In 1997, WND exposed the fact that 60,000 federal agents were enforcing more than 3,000 criminal laws. The report prompted Larry Pratt of Gun Owners of America to remark: “Good grief, that’s a standing army. … It’s outrageous.”
Also in 1997, as part of an ongoing series on the militarization of the federal government, WND reported armed, “environment crime” cops employed by the Environmental Protection Agency and a federal law enforcement program had trained 325,000 prospective federal police since 1970.
WND also reported on thousands of armed officers in the Inspectors’ General office and a gun-drawn raid on a local flood control center to haul off 40 boxes of paperwork.

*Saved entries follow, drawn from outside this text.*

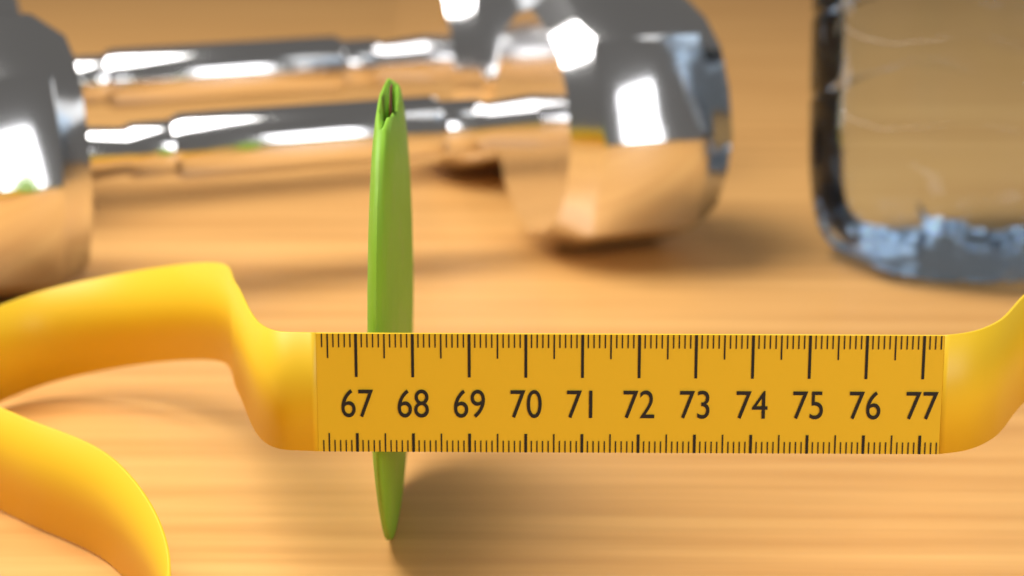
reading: 67.7 (no unit)
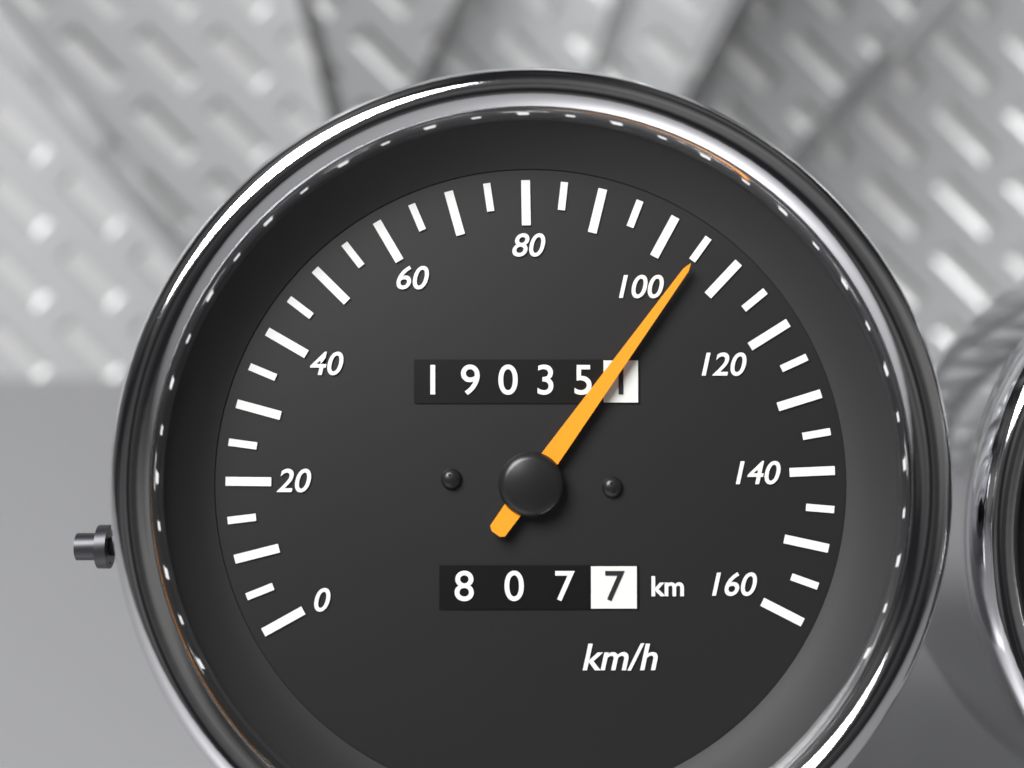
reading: 105 km/h
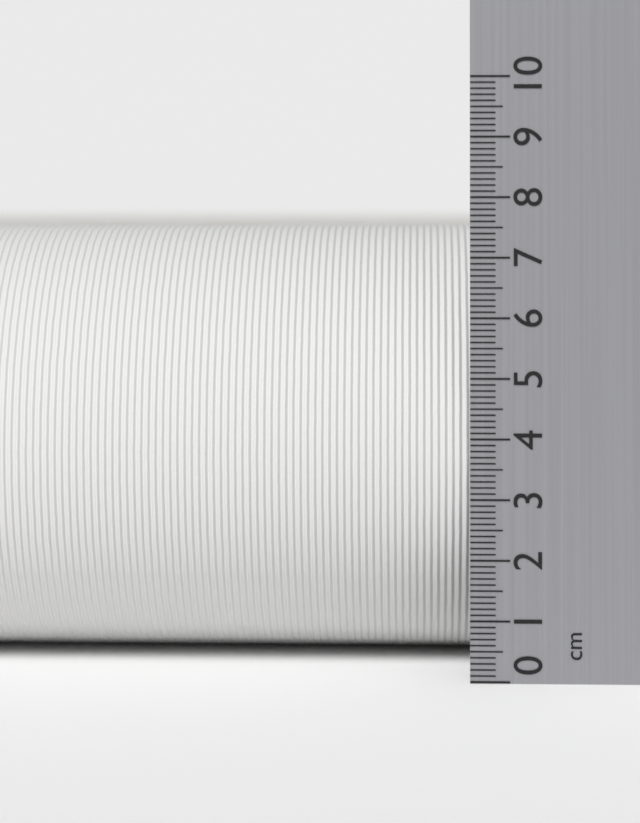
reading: 7.5 cm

WND further reported a plan by then-Delaware Sen. Joe Biden to hire hundreds of armed Hong Kong policemen in dozens of U.S. federal agencies to counter Asian organized crime in America.
In 1999, Farah warned there were more than 80,000 armed federal law enforcement agents, constituting “the virtual standing army over which the Founding Fathers had nightmares.” Today, that number has nearly doubled.
Also in 1999, WND reported plans made for the Federal Emergency Management Agency, or FEMA, to use military and police forces to deal with Y2K.
In 2000, WND CEO Joseph Farah discussed a Justice Department report on the growth of federal police agents under President Clinton, something Farah labeled “the biggest arms buildup in the history of the federal government – and it’s not taking place in the Defense Department.”
A 2001 report warned of a persistent campaign by the Department of the Interior, this time following 9/11, to gain police powers for its agents.
In 2008, WND reported on proposed rules to expand the military’s use inside U.S. borders to prevent “environmental damage” or respond to “special events” and to establish policies for “military support for civilian law enforcement.”